Multi-dimensional list initialization

MRAB python at mrabarnett.plus.com
Tue Nov 6 19:23:44 EST 2012


On 2012-11-06 23:52, Ian Kelly wrote:
> On Tue, Nov 6, 2012 at 3:41 PM, Andrew Robinson
> <andrew3 at r3dsolutions.com> wrote:
>>>      Q: What about other mutable objects like sets or dicts?
>>>      A: No, the elements are never copied.
>>
>> They aren't list multiplication compatible in any event! It's a total
>> nonsense objection.
>>
>> If these are inconsistent in my idea -- OBVIOUSLY -- they are inconsistent
>> in Python's present implementation.  You can't even reference duplicate them
>> NOW.
>>
>>>>> { 1:'a', 2:'b', 3:'c' } * 2
>>
>> Traceback (most recent call last):
>>   File "<stdin>", line 1, in <module>
>> TypeError: unsupported operand type(s) for *: 'dict' and 'int'
>
> The objection is not nonsense; you've merely misconstrued it.  If
> [[1,2,3]] * 4 is expected to create a mutable matrix of 1s, 2s, and
> 3s, then one would expect [[{}]] * 4 to create a mutable matrix of
> dicts.  If the dicts are not copied, then this fails for the same
> reason
>
>>>      Q: How about if I use delegation to proxy a list?
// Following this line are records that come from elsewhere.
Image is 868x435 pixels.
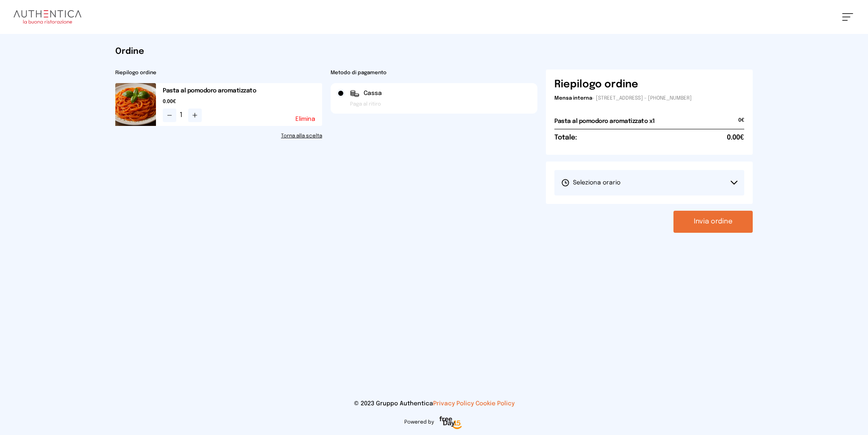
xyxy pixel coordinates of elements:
[405,419,434,426] span: Powered by
[555,95,744,102] p: - [STREET_ADDRESS] - [PHONE_NUMBER]
[674,211,753,233] button: Invia ordine
[163,99,322,105] span: 0.00€
[115,46,753,57] h1: Ordine
[13,400,855,408] p: © 2023 Gruppo Authentica
[350,101,381,107] span: Paga al ritiro
[115,83,156,126] img: media
[555,96,592,101] span: Mensa interna
[163,87,322,95] h2: Pasta al pomodoro aromatizzato
[179,110,185,121] span: 1
[330,70,538,77] h2: Metodo di pagamento
[555,132,577,143] h6: Totale:
[555,78,638,91] h6: Riepilogo ordine
[363,89,382,98] span: Cassa
[561,179,621,187] span: Seleziona orario
[438,415,464,432] img: logo-freeday.3e08031.png
[296,116,316,122] button: Elimina
[13,10,82,24] img: logo.8f33a47.png
[555,170,744,196] button: Seleziona orario
[555,117,655,126] h2: Pasta al pomodoro aromatizzato x1
[739,117,744,129] span: 0€
[115,70,322,77] h2: Riepilogo ordine
[433,401,474,407] a: Privacy Policy
[115,132,322,140] a: Torna alla scelta
[476,401,515,407] a: Cookie Policy
[727,132,744,143] span: 0.00€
>>>      A: Oh no, they definitely won't be copied.
>>
>> Give an example usage of why someone would want to do this.  Then we can
>> discuss it.
>
> Seriously?  Read a book on design patterns.  You might start at SO:
>
> http://stackoverflow.com/questions/832536/when-to-use-delegation-instead-of-inheritance
>
>>> Losing consistency in favour of saving a few characters for something as
>>> uncommon as list multiplication is a poor tradeoff. That's why this
>>> proposal has been rejected again and again and again every time it has
>>> been suggested.
>>
>> Please link to the objection being proposed to the developers, and their
>> reasoning for rejecting it.
>> I think you are exaggerating.
>
>>From Google:
>
> http://bugs.python.org/issue1408
> http://bugs.python.org/issue12597
> http://bugs.python.org/issue9108
> http://bugs.python.org/issue7823
>
> Note that in two out of these four cases, the reporter was trying to
> multiply lists of dicts, not just lists of lists.
>
>> Besides, 2D arrays are *not* rare and people *have* to copy internals of
>> them very often.
>> The copy speed will be the same or *faster*, and the typing less -- and the
>> psychological mistakes *less*, the elegance more.
>
> List multiplication is not potentially useful for copying 2D lists,
> only for initializing them.  For copying an existing nested list,
> you're still stuck with either copy.deepcopy() or a list
> comprehension.
>
>> It's hardly going to confuse anyone to say that lists are copied with list
>> multiplication, but the elements are not.
>>
>> Every time someone passes a list to a function, they *know* that the list is
>> passed by value -- and the elements are passed by reference.  People in
>> Python are USED to lists being "the" way to weird behavior that other
>> languages don't do.
>
> Incorrect.  Python uses what is commonly known as call-by-object, not
> call-by-value or call-by-reference.  Passing the list by value would
> imply that the list is copied, and that appends or removes to the list
> inside the function would not affect the original list.  This is not
> what Python does; the list inside the function and the list passed in
> are the same list.  At the same time, the function does not have
> access to the original reference to the list and cannot reassign it by
> reassigning its own reference, so it is not call-by-reference
> semantics either.
>
I prefer the term "reference semantics".